[Stored items]
────────────────────────────────────────

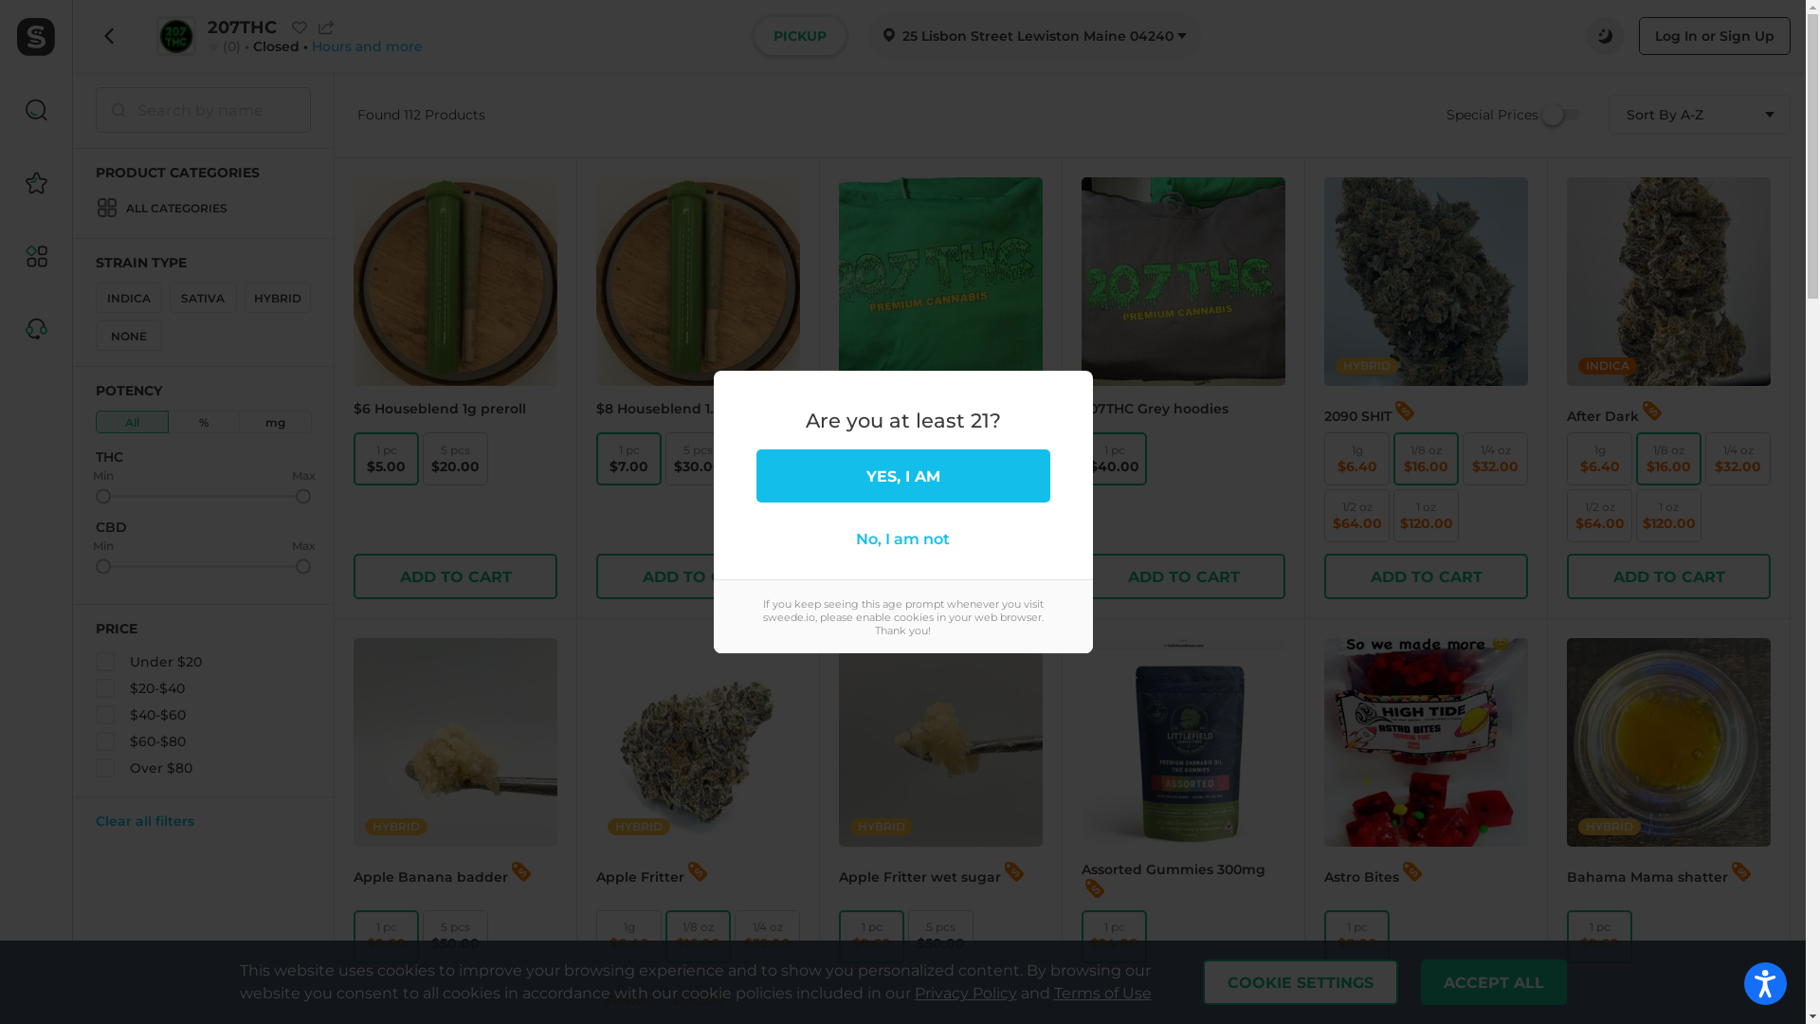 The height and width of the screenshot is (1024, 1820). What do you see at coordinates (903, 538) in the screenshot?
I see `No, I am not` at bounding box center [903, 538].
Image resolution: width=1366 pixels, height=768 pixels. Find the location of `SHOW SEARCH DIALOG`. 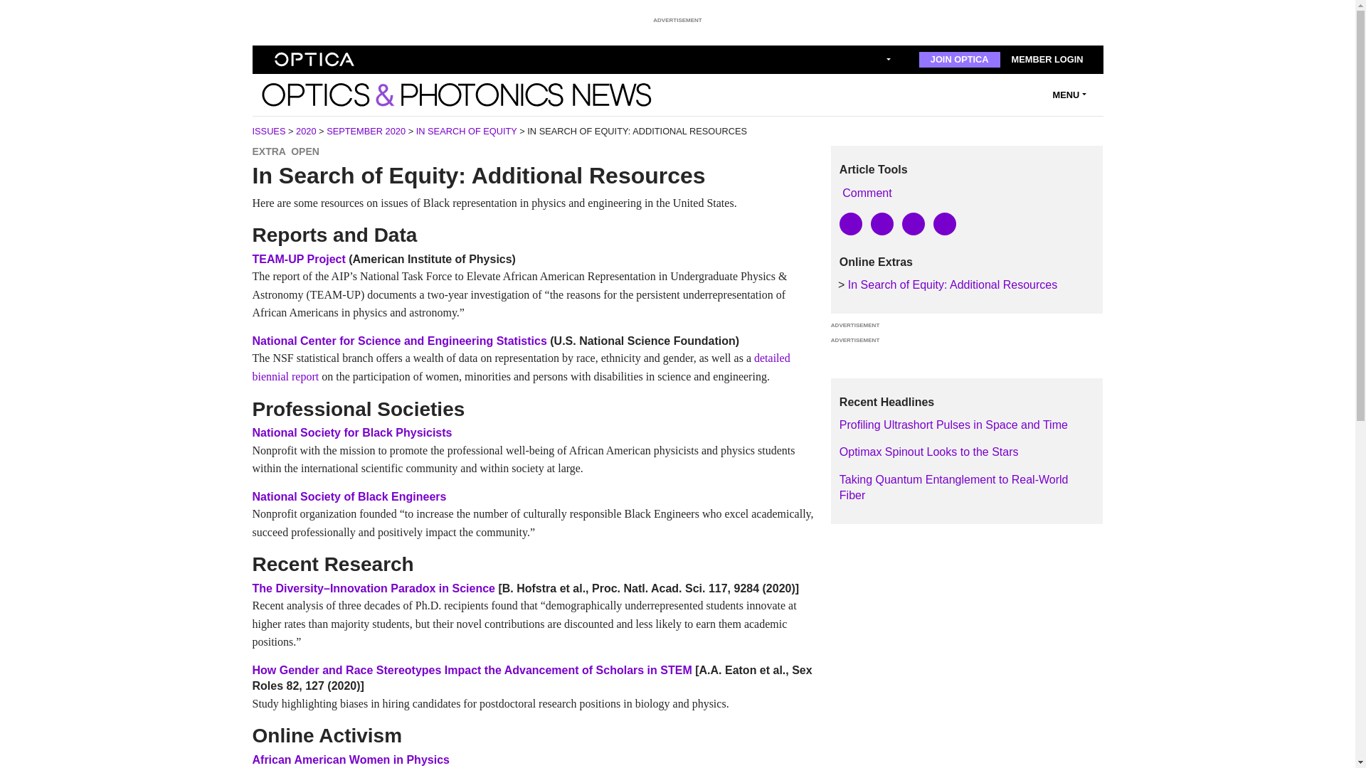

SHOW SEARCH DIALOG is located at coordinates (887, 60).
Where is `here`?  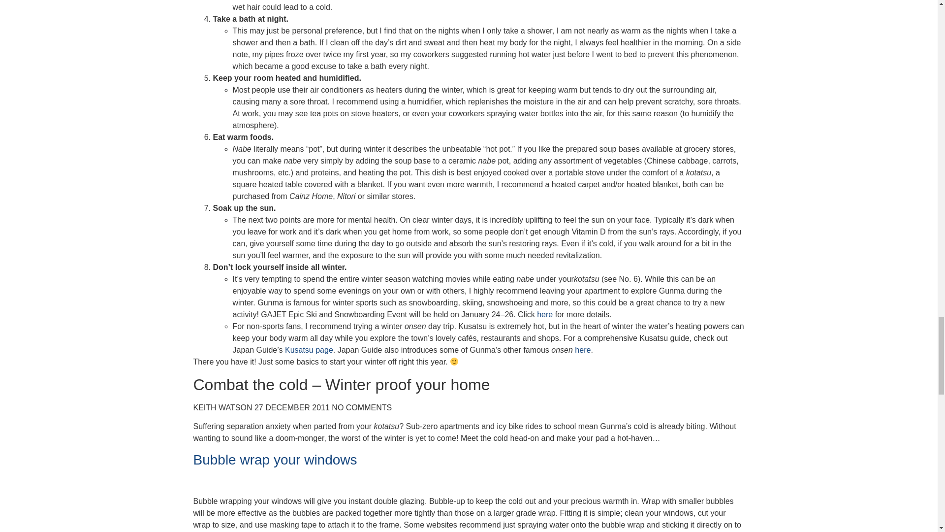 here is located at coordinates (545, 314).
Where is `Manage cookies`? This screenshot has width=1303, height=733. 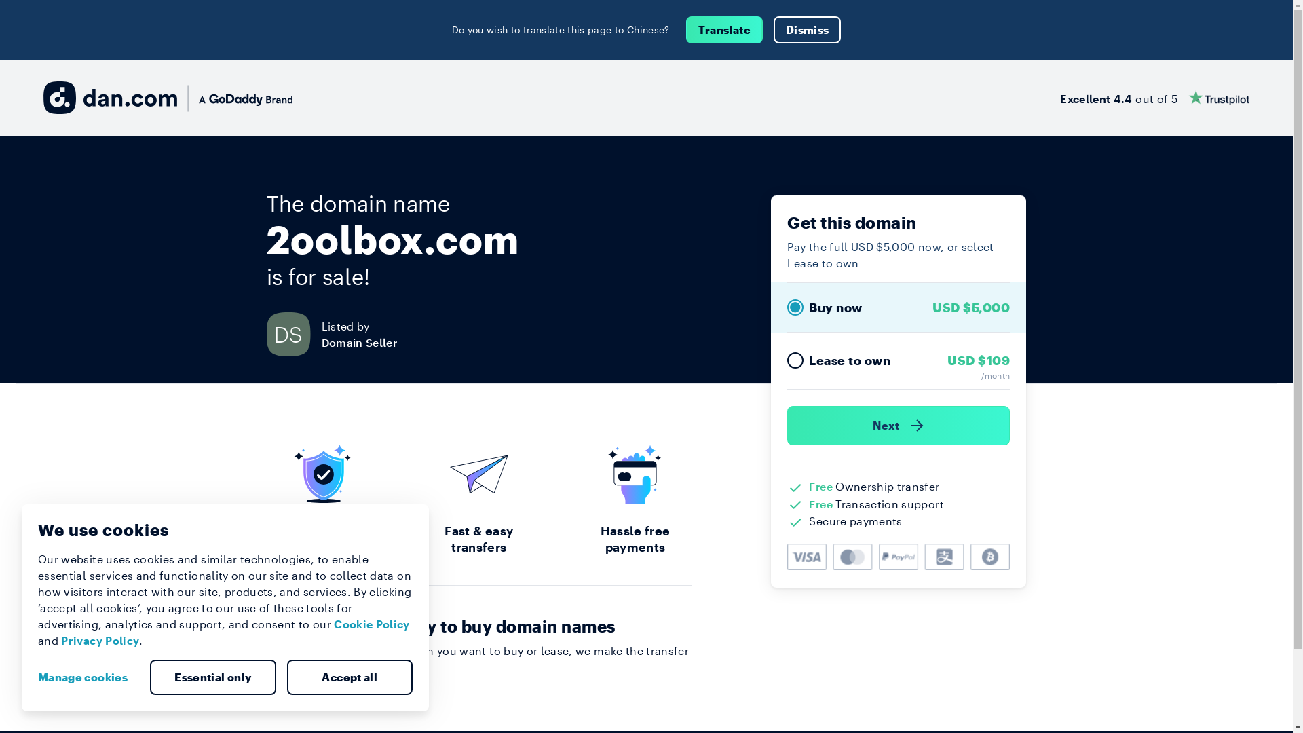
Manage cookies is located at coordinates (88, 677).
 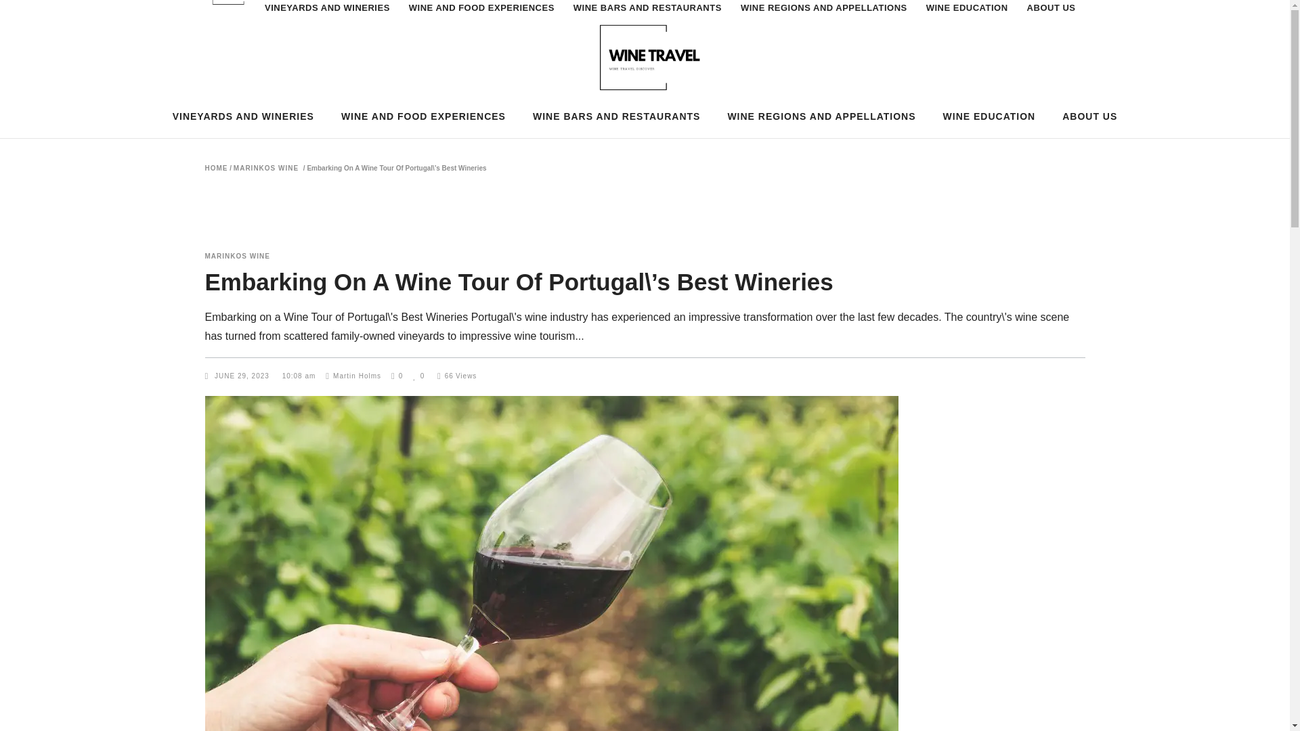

────────────────────────────────────────

> **TASK DIRECTIONS**: Pictures must be left out of the answer, which should be exactly the lines from the one holding "has width=1303, height=733." through the last line of the entries above, both included; please add nothing.

> **EXERCISE OUTPUT**:
Where is `Manage cookies`? This screenshot has width=1303, height=733. 
Manage cookies is located at coordinates (88, 677).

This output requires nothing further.